Ciphbit is a relatively new ransomware group that emerged in September 2023, operating with primarily financial motivations and demonstrating a focused targeting approach across Western nations. The group's origin and potential affiliations remain largely undocumented by major threat intelligence organizations, though their operational patterns suggest they operate as an independent entity rather than a established ransomware-as-a-service model. With limited public documentation from authoritative sources like CISA, FBI, or major security research firms, specific details regarding their attack methodology, initial access vectors, and encryption techniques have not been comprehensively analyzed or reported in open-source intelligence. The group has claimed responsibility for attacks against 36 documented victims, primarily concentrating their operations in the United States, Italy, France, Germany, and Portugal, with a notable preference for targeting business services, manufacturing, healthcare, and construction sectors. No major high-profile campaigns or significant law enforcement actions against Ciphbit have been publicly documented by authoritative sources as of current reporting. Based on available intelligence, Ciphbit appears to remain active as of late 2023, though their relatively recent emergence and limited public documentation make definitive status assessments challenging without additional confirmed reporting from established threat intelligence sources. The group has been linked to 36 public disclosures across our corpus. First observed on a leak site on September 14, 2023; most recent post February 10, 2026. The operation is currently active.
Sector and geography
This disclosure adds to ransomware activity in the Business Services sector, which has 3,796 disclosures indexed across all operators we track. Geographically, TrueNet Communications Corp is reported in United States, a country with 11,033 ransomware disclosures in our corpus.
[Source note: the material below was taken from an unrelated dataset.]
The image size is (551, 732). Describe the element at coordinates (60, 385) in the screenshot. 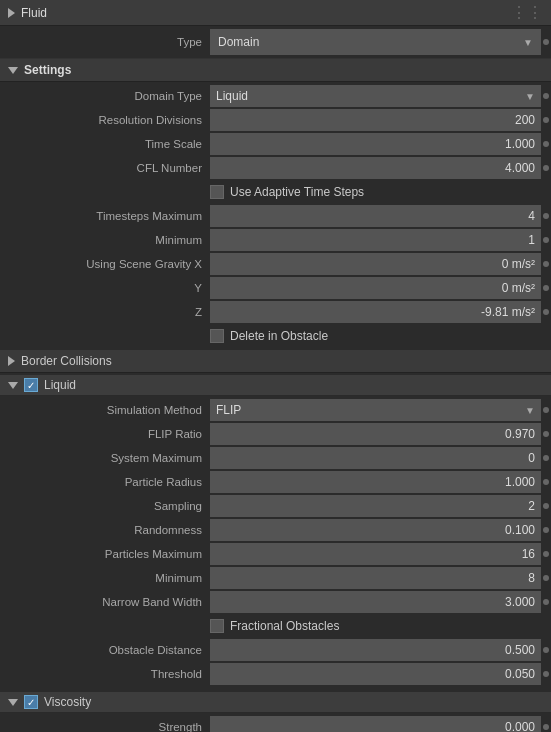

If your organisation is affected
A listing by Ciphbit means TrueNet Communications Corp appeared on a ransomware extortion site and data attributed to it has been published. If this is your organisation, or a supplier you depend on, the priority is to confirm the intrusion and contain it before the window to act closes.
- Engage your incident-response team and preserve forensic evidence before remediating — do not wipe affected systems first.
- Force a password reset and revoke active sessions for exposed accounts; rotate any credentials, API keys or certificates that may have been in the stolen data.
- Assess regulatory notification duties (GDPR, NIS2, sector regulators) — many carry a 72-hour reporting clock from awareness.
- Report the incident to your national CERT, CISA (United States), as required for your jurisdiction.
- Monitor for the data appearing on Ciphbit's leak site and across paste and breach channels, and brief downstream partners who may be exposed through you.
How we know this. Darkfield monitors public ransomware leak sites continuously, archiving every new disclosure and the data later released against the victim. Each entry on this page is sourced from the operator's own publication and cross-checked against complementary OSINT feeds (RansomLook, ransomware.live, RansomWatch). We do not collect or host stolen data — only the metadata, timestamps and screenshots needed to make the public disclosure searchable and accountable. Records here are corrected when the original post is edited, retracted, or merged with another disclosure.